Home Read Now Hear This: El Universo | Live Bootleg

Now Hear This: El Universo | Live Bootleg

The Mexican space-rockers are captured in full flight on this lo-fi live recording.

THE EDITED PRESS RELEASE:El Universo is the personal project of Mexico City’s Eder Ademar. Their eponymous debut album was released in September 2021. Ademar played every instrument on those six tracks, which were recorded in his home studio and then mixed by Alberto from Lorelle Meets The Obsolete.

A band was gathered together to play live concerts with Emilio Ponce on drums, Samuel Osorio on bass and Ademar on guitar, with the trio performing a showcase for the Hipnosis festival as well as a session for Vans Channel. It was only days after one of these gigs that El Universo discovered their performance had been recorded by Juan Tamayo of Vinnum Sabbathi and, loving the result, they decided the recordings were worthy of release. This Live Bootleg, then, hails from Dec. 18 2021 and includes four tracks from the debut album, an unreleased track (Asteroid 85) and a version of Revolution by Spacemen 3.

Opener ‘El Universo’ is atypical of the collection, an ambient 12 minutes of gentle guitar song that only grows into something more in the last three minutes when heavy drums kick in and the guitars become more insistent. Monkeys And Apes is immediately more attacking, an urgent rhythm section driving the song forward as the guitar begins to stretch out and explore. Asteroid 85 sees the guitar move confidently to the front, dipping and wobbling on its voyage of exploration, its path never set as it crashes through plenty of turbulence.

We are overtaken by space weirdness as La Pausa Del Mundo (The World Pauses) tries to convince itself it has solutions but spends nigh on 10 minutes failing to make them clear. It builds in effort and strength but is never able to break out of its confinement and reveal the answers. Instead, it blends into the weirdness of Red Moon, which eventually shakes itself free of extraneous noise as the guitars flicker over the pitted surface of the satellite. It all ends with the Spaceman 3 cover, which is pretty respectful without adding any dramatic new shades of emphasis.

Live Bootleg is being issued as a stand-alone cassette and will fill time before the band’s next studio album a little way down the line. It sounds great for a bootleg recording and serves as a fine taster of what is to come.”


ASSIGNED TASK:
Transcribe each entry exactly as it appears, leaving out any picture it holds.

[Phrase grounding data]
--*--

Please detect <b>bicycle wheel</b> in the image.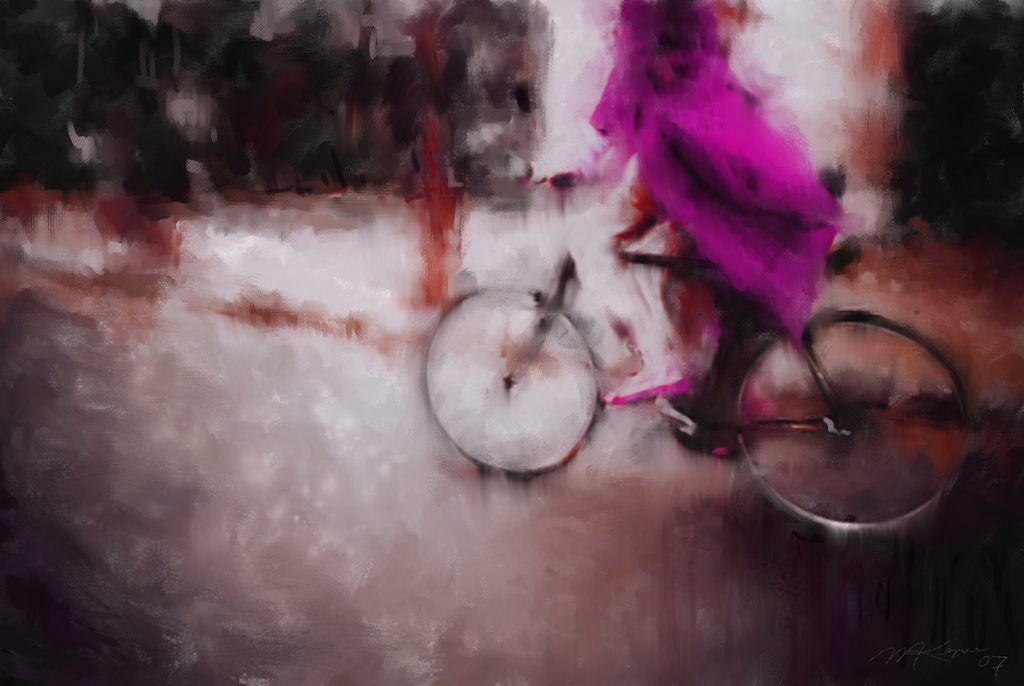
729, 312, 982, 539.
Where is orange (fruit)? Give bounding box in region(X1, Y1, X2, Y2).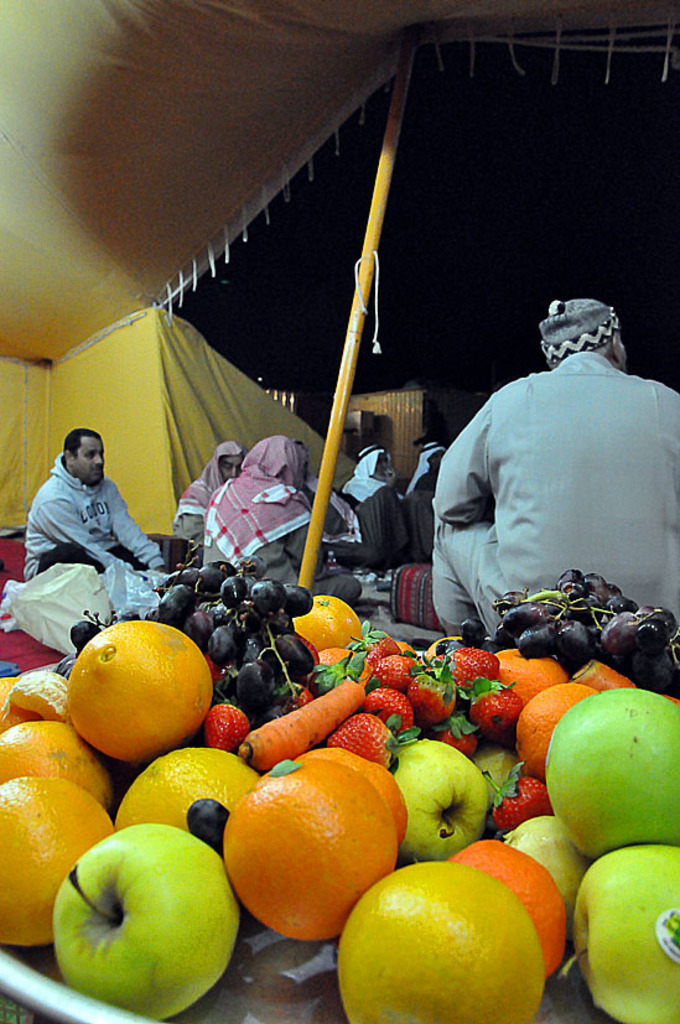
region(0, 774, 107, 932).
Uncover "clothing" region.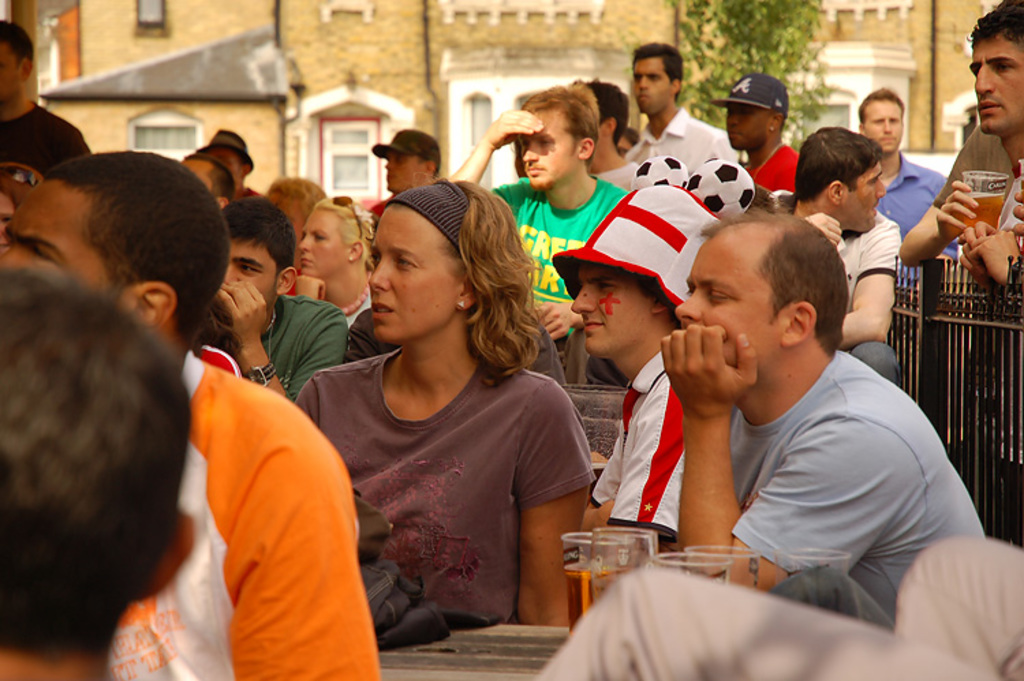
Uncovered: (left=751, top=132, right=799, bottom=195).
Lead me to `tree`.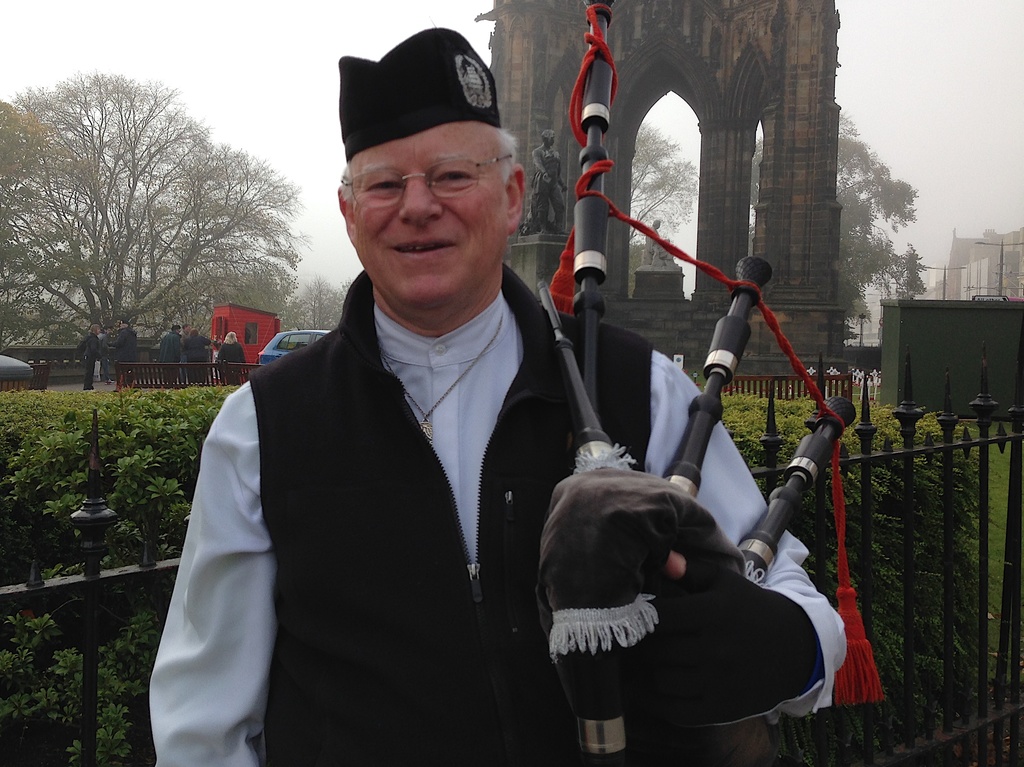
Lead to 12/37/276/392.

--*--

RESULT OF THIS EXERCISE:
Please detect <b>bicycle wheel</b> in the image.
729, 312, 982, 539.
Where is orange (fruit)? Give bounding box in region(X1, Y1, X2, Y2).
region(0, 774, 107, 932).
Uncover "clothing" region.
Uncovered: (left=751, top=132, right=799, bottom=195).
Lead me to `tree`.
Lead to 12/37/276/392.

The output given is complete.